Copyright 2015 The Associated Press. All rights reserved. This material may not be published, broadcast, rewritten or redistributed.
Tompkins’s conservation work has few if any equivalents elsewhere–where a single individual has preserved so much wild land. The people of Chile will increasingly realize the gifts he’s left. For long decades his activities were considered nefarious (a foreigner buying land that effectively cut the narrow country into two pieces!) and harmful to the economy (tying up land that could otherwise be logged in the future). It’s the same as western U.S. interests 100 years ago opposed the creation of national parks and national forests in this country.
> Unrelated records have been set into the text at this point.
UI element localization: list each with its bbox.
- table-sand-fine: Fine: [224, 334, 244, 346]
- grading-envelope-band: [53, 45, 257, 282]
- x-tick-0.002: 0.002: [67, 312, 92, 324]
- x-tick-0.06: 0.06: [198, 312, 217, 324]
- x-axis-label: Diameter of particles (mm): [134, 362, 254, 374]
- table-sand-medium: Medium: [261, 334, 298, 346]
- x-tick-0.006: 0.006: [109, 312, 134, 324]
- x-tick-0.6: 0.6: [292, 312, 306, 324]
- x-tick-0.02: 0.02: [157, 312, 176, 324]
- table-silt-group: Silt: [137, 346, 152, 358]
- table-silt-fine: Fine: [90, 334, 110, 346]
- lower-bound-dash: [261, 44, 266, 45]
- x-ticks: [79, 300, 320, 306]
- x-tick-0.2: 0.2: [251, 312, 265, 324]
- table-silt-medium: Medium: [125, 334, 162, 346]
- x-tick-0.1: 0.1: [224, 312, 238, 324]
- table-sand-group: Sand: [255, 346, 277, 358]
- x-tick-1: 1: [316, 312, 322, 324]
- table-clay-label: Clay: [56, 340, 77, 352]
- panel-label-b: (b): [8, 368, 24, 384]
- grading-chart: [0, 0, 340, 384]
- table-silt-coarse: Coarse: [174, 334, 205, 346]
Because of its isolation and its climates that are rare in other parts of the globe, Chile is home to many unique endemic species of plants and wildlife. In the lower and more accessible coastal mountain ranges (as opposed to the Andes) the vast majority of the native forests have been cut down and replanted with faster-growing North American tree species such as Monterey pine to feed the export logging industry. Very small acreages of untouched remnant vegetation in the coast ranges were belatedly acquired by the Chilean government as nature preserves. Tompkins acted in time to preserve large enough areas in more remote parts of the country–where his fortune would stretch further–so that entire viable ecosystems would not be lost.
Dying doing what you love, in a place you loved and helped preserve. Not a bad way to live or die.
You said it. I’d much rather go that way than laying in a hospital bed full of tubes and monitors.